Wireless electrotoxicity – data in, still being ignored

DR. WEEKS COMMENT:  Are you using WIFI or other  wireless technology to read this email?  Is that a DECT phone on your desk (or worse: beside your bed?)

Are you exposed to “secondhand wireless”? (see Do you mind if I WIFI?“)

A new paper published in the prestigeous health journal Pathophysiology discusses the strong evidence of serious health effects at levels far below the current safety standards and recommends new lower interim safety standards.  Read it and electriclear your space!

Pathophysiology
Volume 16, Issues 2-3, August 2009, Pages 233-246

Electromagnetic Fields (EMF) Special Issue

Public health implications of wireless technologies

By Cindy Sage and David O. Carpenterb

Sage Associates, 1396 Danielson Road, Santa Barbara, CA 93108, USA
Institute for Health and the Environment, University at Albany, Rensselaer, NY, USA

Received 18 January 2008;
accepted 30 January 2009.
Available online 14 March 2009.

Abstract

Global exposures to emerging wireless technologies from applications including mobile phones, cordless phones, DECT phones, WI-FI, WLAN, WiMAX, wireless internet, baby monitors, and others may present serious public health consequences.
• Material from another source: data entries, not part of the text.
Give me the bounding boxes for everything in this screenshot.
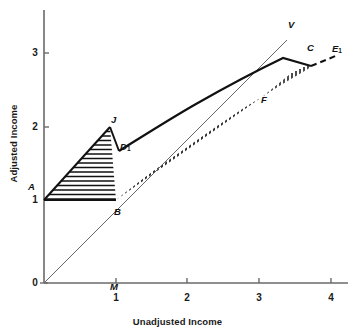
annotation-V: V: [288, 19, 294, 30]
annotation-E1: E1: [332, 43, 342, 54]
y-tick-label-1: 1: [26, 194, 44, 205]
x-tick-label-2: 2: [178, 292, 196, 303]
chart-figure: Unadjusted Income Adjusted Income 3 2 1 …: [0, 0, 355, 332]
annotation-B: B: [114, 206, 121, 217]
curve-JD1: [110, 127, 119, 151]
y-tick-label-2: 2: [26, 121, 44, 132]
x-tick-label-4: 4: [322, 292, 340, 303]
x-tick-label-1: 1: [107, 292, 125, 303]
annotation-D1: D1: [120, 141, 131, 152]
annotation-D1-subscript: 1: [127, 145, 131, 152]
annotation-A: A: [28, 181, 35, 192]
x-axis-title: Unadjusted Income: [0, 316, 355, 327]
annotation-C: C: [307, 42, 314, 53]
triangle-ABJ-horizontal-hatch: [40, 132, 122, 200]
annotation-J: J: [111, 114, 116, 125]
band-vertical-hatch: [118, 96, 258, 210]
curve-D1FC: [119, 58, 311, 151]
y-tick-label-3: 3: [26, 47, 44, 58]
annotation-D1-text: D: [120, 141, 127, 152]
dashed-segment-CE1: [311, 55, 338, 66]
annotation-E1-subscript: 1: [338, 47, 342, 54]
annotation-F: F: [261, 94, 267, 105]
plot-area: [0, 0, 355, 332]
band-diagonal-hatch: [264, 65, 308, 110]
y-tick-label-0: 0: [26, 277, 44, 288]
x-tick-label-3: 3: [250, 292, 268, 303]
annotation-M: M: [110, 281, 118, 292]
y-axis-title: Adjusted Income: [8, 79, 19, 209]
Evidence supporting a public health risk is documented in the BioInitiative Report. New, biologically based public exposure standards for chronic exposure to low-intensity exposures are warranted. Existing safety standards are obsolete because they are based solely on thermal effects from acute exposures. ‘

The rapidly expanding development of new wireless technologies and the long latency for the development of such serious diseases as brain cancers means that failure to take immediate action to reduce risks may result in an epidemic of potentially fatal diseases in the future.

Regardless of whether or not the associations are causal, the strengths of the associations are sufficiently strong that in the opinion of the authors, taking action to reduce exposures is imperative, especially for the fetus and children.

Such action is fully compatible with the precautionary principle, as enunciated by the Rio Declaration, the European Constitution Principle on Health (Section 3.1) and the European Union Treaties Article 174.